Where Are We Now? Despite the ongoing dispute over its validity, environmental justice has been recognized fully by legislators, administrative agencies and the courts. Ignorance of environmental justice policies can result in substantial legal fees and government investigations, which could potentially destroy small operators.
An understanding of the issues and a proactive approach, including discussions in which proposed facility plans and pollution prevention technologies and efforts are shared with communities, can help shield solid waste industry professionals from trouble.
In addition, waste haulers should highlight their job creation and community economic development strategies.
Working proactively with local community representatives, elected officials and environmental agencies on siting and permitting decisions, can go a long way toward dismissing the specter of environmental racism in the solid waste industry.
Since 1971 environmental justice has moved closer to the forefront. Published studies and reports are proof of its progress.
* 1971: The Council on Environmental Quality's Report to the President acknowledges that "racial discrimination adversely affected the ability of the urban poor to control the quality of their environments."
* 1972: A National Institutes of Health (NIHAU), Bethesda, Md., study reports that coke oven workers, 88 percent of whom were "non-white," had 10 times the lung cancer rate of non-coke oven steel workers, 21 percent of whom were non-white.
* 1979: "Invisible Houston: The Black Experience in Boom and Bust," by the Houston Audubon Society finds that from the early 1920s to the late 1970s, all of the city-owned municipal landfills and six of Houston's eight garbage incinerators were located in African American neighborhoods.
* 1982: In the predominantly African American rural community of Warren County, N.C., near Raleigh-Durham, 414 people are arrested, including members of the Congressional Black Caucus, following a demonstration protesting the county's selection as a site for a polychlorinated biphenyl (PCB)-producing incinerator.
* 1983: The General Accounting Office (GAO) report, "Siting of Hazardous Waste Landfills and Their Correlation with Racial and Economic Status of Surrounding Communities," concludes that "the distribution of African American populations was positively correlated to that of commercial waste treatment facilities and uncontrolled hazardous waste sites."
* 1987: The United Church of Christ's Commission for Racial Justice report, "Toxic Wastes and Race," determines that race is the most important factor in the location of abandoned toxic waste sites, "more important than income, home ownership rates and property values."

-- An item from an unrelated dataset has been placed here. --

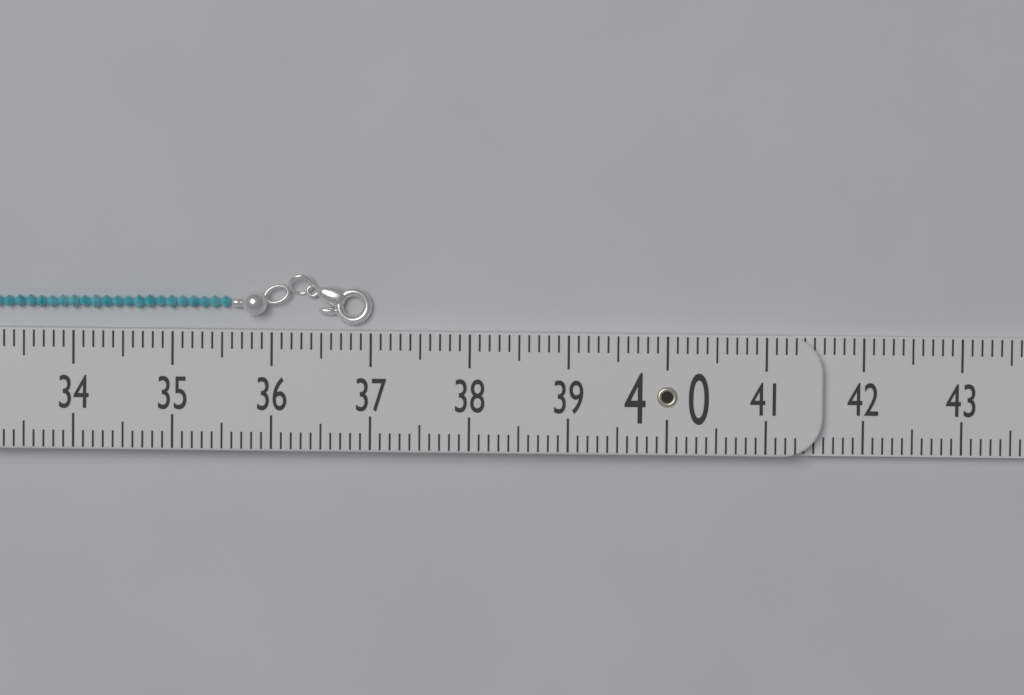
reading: 37.0 (no unit)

* 1990: The EPA creates the Environmental Equity Working Group to review and evaluate the evidence that racial minority and low-income people bear a disproportionate risk burden, to review current EPA programs to identify risk reduction measures already in place and to develop new approaches to reduce risk.
* 1992: EPA releases, "Environmental Equity: Reducing Risks For All Communities," recommending that EPA increase priority given to environmental equity issues. EPA establishes an Office of Environmental Equity (since renamed the Office of Environmental Justice) to oversee and coordinate the implementation of these recommendations.
* 1994: A Washington Post article reports that in 1993 only 14 percent of non-whites lived in areas with no commercial toxic waste dumps, whereas 46 percent lived in areas that contained three dumps or an incinerator or one of the nation's largest landfills.
* 1994: President Bill Clinton signs Executive Order 12898 to ensure that federal agencies' programs "do not unfairly afflict environmental harm on minority and low-income populations."
* 1998: The EPA releases, "Interim Guidance for Investigating Title VI Administrative Complaints Challenging Permits," allowing the EPA to examine complaints of Title VI of the Civil Rights Act of 1964, which prohibits programs receiving federal funding from discriminating based on race, color or national origin.